The journalist knew about this and informed the police beforehand. Happy end.
To add a little more, I have seen people posting on social media answers to posts like "your favorite car, your place of birth, name of mother, name of pet". Guess who uses those words for similar secret questions?
Some personal identifiable information can be used to fabricate fake IDs, for various purposes.
And if we have a linked graph with all the personal, job, address, interacted people, geo-places, etc, it can get creepy (sounds like Facebook, but much more open).
Not saying we all should get paranoid, but leaked data could be used in different ways.
You can get NetGuard on Android and see how often and what is called (facebook.com, graph.facebook.com, other vendors, platforms, IPs, etc). You can choose to block what is not needed. Kind of uBlockOrigin for Android. Sometimes stuff breaks.
You can go to your profile, and check which third parties, or advertisers uploaded contact data of you, download backup data to see in json files which apps what sent about you ("App activated", "Made some purchase").
Maybe this will motivate product owners, developers, marketers, to start thinking before implementing a dozen of SDKs in a mobile app (or website). It's understandable when you need some analytics/crash reporting, but it becomes a privacy and ethics question when a lot of data is wandering around, and even better, crashes your app. And the users will blame you, they don't even know how many SDKs are there and what they are doing.
And it was sad to see in facebook offline activity how much data was linked to me, from apps which have the sdk. And you don't even need to log in via facebook or like/share. The sdk being present and working is enough.
Netguard proved to me that, despite never having a FB account, I surely had dozens upon dozens of shadow accounts. Pretty much any new hardware that had vanilla Play Store apps were ratting me out the entire time.
How certain would the experts have to be to get such coordinated action?
With close approaches, it seems (as a layman) that there are always pretty large ranges of just how close they will be. I dont think you'd know "a comet is headed directly at us" until way too late. Instead you'd get some warning that there is a 10% chance or something. Over time that would go up to a near certainty. Maybe I'm pessimistic, but I would predict something more similar to climate change with deniers and paralysis.
This remark reminds me of the book, "Seveneves" by Neal Stephenson. He plays with a similar 'what if?' doomsday scenario. Around 80% of the book revolves around testing and pushing humanity at it's extremes.
They even have a better version, the Multi Container plugin. You can separate multiple contexts (fb, goog, banking, memes..), and each lives in a separate container. Takes a little time to get used to, and if used with privacy badger, ublock origin, FF built-in anti-tracking, might give good results in reducing your exposure to online tracking.
"Some chat apps (like Viber and others) have Facebook SDK integrated in them, without any direct Facebook functionality people would use. Discovered after using NetgGuard, and seeing who is calling home, and not only home. (Why viber is making requests to graph.facebook.com anyway?)
Duolingo is a nice app for learning new languages, yet it might be using the same sdk, since it likes to call facebook.com domain.
Netflix is a good streaming service, but it has some option somewhere, which allows them to share data with others, and enabled by default. And yes, it's present in fb activity.
The list can go on...
There are developers who integrate dozens of SDKs, without any specific purpose for users, and not knowing what is happening. We need something like PrivacyBadger/ublockorigin for phones/laptops/routers/homes/cars. It's getting more than creepy.
And why would Facebook allow third-parties/businesses upload into FB info they have on their customers...
You can't really blame developers for this. Most aren't integrating SDKs for no reason at all -- they're integrating them because users are asking for a feature the SDK provides.
For one app I worked on, we made a decision not to include Facebook or Google login and only support email/password login, specifically to avoid leaking information.
A subset of users was not pleased at all -- and they sure let us know about it. Maybe around a third of our support requests were asking for third-party sign-in. People often made privacy arguments in support of it: they'd say "why do I have to give you my email address to create an account?" (though usually much less politely). And they kind of had a point. You may trust yourself more than you trust Facebook, but most people are going to trust Facebook more than they trust [random developer].
Anyway, it takes a lot of effort to deal with these support requests, it sucks getting yelled at (even in text). Some of these users probably went on to give the app a 1-star rating, and just a small percentage of those will really drag down your overall score. Dealing with this was not fun. It would have been much easier to just add FB or Google login.
Sure I can. And I do. Developers are making these choices, after all. I understand the economic drive behind them, but that doesn't get the devs off the hook.
My point is that some users want Facebook or Google login and get mad if you don't have it. Other users don't want them and get mad if you do. Because you have to decide whether to include the SDK when you build the app, it's impossible to make both groups happy at the same time.
Not affiliated, seen the talk from GDC about it.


(Required action)
Whenever the word "Factory" shows up in a line of the data, copy that line.

Data records:
────
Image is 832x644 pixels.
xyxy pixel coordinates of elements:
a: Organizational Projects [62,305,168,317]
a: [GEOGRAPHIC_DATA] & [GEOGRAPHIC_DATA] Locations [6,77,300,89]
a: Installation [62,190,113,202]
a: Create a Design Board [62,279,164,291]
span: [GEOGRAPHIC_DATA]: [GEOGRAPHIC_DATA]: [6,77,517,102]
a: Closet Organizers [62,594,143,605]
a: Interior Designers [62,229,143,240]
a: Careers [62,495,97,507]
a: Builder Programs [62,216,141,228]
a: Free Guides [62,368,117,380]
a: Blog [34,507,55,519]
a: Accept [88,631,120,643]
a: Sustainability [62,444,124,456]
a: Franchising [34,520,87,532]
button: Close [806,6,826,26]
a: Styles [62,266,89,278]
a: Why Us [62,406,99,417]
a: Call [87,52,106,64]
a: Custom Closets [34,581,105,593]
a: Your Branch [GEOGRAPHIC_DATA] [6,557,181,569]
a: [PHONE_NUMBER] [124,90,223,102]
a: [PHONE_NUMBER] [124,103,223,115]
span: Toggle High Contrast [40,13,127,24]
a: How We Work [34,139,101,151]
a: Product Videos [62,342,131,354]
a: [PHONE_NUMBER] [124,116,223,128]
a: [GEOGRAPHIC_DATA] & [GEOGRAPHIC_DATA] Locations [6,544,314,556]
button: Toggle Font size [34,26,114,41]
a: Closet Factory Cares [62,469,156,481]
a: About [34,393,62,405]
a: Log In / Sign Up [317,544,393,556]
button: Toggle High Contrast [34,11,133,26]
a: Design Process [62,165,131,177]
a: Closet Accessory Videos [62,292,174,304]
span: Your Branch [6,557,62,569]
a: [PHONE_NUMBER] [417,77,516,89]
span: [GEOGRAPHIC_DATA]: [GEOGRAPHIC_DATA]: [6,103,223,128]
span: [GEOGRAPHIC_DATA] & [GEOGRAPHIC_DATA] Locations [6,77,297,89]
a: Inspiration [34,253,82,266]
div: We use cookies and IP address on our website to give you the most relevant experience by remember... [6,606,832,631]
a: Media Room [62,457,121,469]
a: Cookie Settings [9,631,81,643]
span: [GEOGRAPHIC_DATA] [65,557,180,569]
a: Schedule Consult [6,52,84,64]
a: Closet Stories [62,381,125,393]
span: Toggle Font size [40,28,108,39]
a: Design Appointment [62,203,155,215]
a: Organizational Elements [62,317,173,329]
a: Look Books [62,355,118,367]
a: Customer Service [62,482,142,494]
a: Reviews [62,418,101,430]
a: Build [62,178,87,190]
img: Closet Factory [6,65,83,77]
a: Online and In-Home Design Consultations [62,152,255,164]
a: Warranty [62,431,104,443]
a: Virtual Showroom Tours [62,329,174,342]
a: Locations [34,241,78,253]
────
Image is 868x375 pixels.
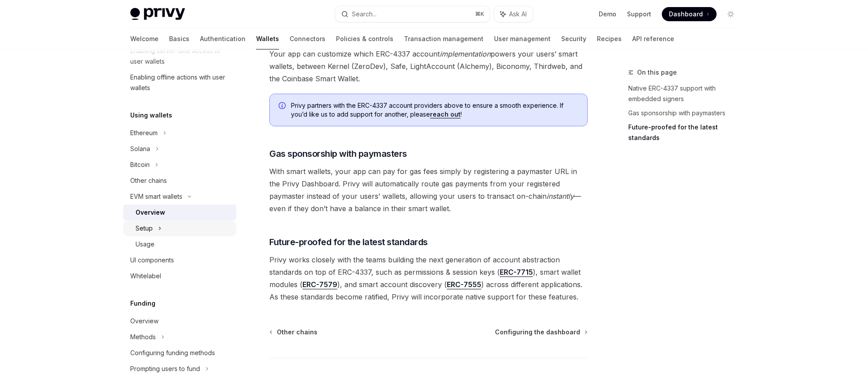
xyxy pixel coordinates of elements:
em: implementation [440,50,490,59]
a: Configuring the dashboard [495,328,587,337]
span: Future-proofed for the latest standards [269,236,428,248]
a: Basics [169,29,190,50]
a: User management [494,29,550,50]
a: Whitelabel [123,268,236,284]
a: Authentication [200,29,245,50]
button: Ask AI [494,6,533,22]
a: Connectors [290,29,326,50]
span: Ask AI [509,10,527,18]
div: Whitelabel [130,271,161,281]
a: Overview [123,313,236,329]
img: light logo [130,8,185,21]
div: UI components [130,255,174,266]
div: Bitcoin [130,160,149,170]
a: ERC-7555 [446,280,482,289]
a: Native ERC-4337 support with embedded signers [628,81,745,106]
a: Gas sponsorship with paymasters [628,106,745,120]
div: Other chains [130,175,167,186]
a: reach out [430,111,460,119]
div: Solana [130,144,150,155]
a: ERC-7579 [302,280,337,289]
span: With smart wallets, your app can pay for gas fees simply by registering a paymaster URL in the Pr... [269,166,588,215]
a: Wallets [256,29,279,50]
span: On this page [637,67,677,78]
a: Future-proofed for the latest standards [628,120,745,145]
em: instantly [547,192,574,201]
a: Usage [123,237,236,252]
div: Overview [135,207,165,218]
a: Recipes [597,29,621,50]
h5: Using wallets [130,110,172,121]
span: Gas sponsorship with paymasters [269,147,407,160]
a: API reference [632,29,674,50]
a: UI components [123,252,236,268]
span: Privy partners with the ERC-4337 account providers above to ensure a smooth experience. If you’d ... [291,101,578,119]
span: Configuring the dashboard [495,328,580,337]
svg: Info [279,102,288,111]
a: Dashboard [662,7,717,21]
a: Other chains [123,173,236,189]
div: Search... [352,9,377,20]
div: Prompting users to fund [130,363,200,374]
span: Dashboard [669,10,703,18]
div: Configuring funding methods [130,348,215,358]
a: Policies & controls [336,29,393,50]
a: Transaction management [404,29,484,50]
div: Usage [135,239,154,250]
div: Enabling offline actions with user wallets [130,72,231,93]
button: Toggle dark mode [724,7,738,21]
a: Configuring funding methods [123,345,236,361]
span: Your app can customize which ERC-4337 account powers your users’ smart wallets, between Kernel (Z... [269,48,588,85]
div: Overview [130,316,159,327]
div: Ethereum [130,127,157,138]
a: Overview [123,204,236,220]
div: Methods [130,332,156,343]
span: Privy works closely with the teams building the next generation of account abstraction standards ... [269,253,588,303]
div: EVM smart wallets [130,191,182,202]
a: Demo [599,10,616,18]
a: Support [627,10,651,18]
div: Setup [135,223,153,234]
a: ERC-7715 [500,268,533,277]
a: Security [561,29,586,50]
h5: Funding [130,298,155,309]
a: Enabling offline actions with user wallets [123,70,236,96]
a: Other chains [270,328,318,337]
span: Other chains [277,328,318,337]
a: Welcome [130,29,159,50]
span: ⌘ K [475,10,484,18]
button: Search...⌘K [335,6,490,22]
────
(Response to this task)
a: Closet Factory Cares [62,469,156,481]
img: Closet Factory [6,65,83,77]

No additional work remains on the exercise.